Former CIA official John Stockwell wrote: “It is the function of
the CIA to keep the world unstable and to propagandize and teach the American
people to hate, so we will let the Establishment spend any amount of money on
arms.” The hatred and distrust of Russia that the West is currently being
force-fed reflects Stockwell’s revelation, as does the orchestrated hatred and
distrust of Muslims that has supported Washington’s destruction in whole or
part of seven countries and trillions of dollars in new US war debt.
Globalism, that is, labor arbitrage across national boundaries,
and financialization, the diversion of consumers’ incomes into interest and
fees to banks, have wrecked the US economy. The “opportunity society” has
vanished. Children have poorer economic prospects than their parents. The
offshoring of manufacturing and professional service jobs such as IT and software
engineering has collapsed the growth of aggregate demand in the US. The Federal
Reserve’s credit expansion was only a temporary reprieve.
Formerly
prosperous areas are in ruins. States’ budgets and pension systems are failing.
There is no payoff to a university education. Americans’ economic prospects
have been erased by globalism. Getting ahead requires connections as it did in
the aristocratic systems. The high concentration of income and wealth has
negated democracy. The government is only accountable to the rich.

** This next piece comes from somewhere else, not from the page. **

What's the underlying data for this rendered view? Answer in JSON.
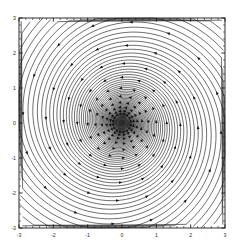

American political and business leadership not only destroyed
the image of US sovereignty by placing American democracy in Putin’s pocket but
also destroyed the formerly vibrant American economy, once the envy of the
world.
Where can Americans find leadership? Certainly not in the
Democratic Party, nor in the Republican Party, nor in the media, nor in the
corporate community. How then does the US compete with Russia and China, two
countries with good leadership? Is war the only answer to the question?
Paul Craig
Roberts, a former Assistant Secretary of the US Treasury and former associate
editor of the Wall Street Journal, has been reporting shocking cases of
prosecutorial abuse for two decades. A new edition of his book, The Tyranny of Good Intentions, co-authored
with Lawrence Stratton, a documented account of how americans lost the
protection of law, has been released by Random House. Visit his website.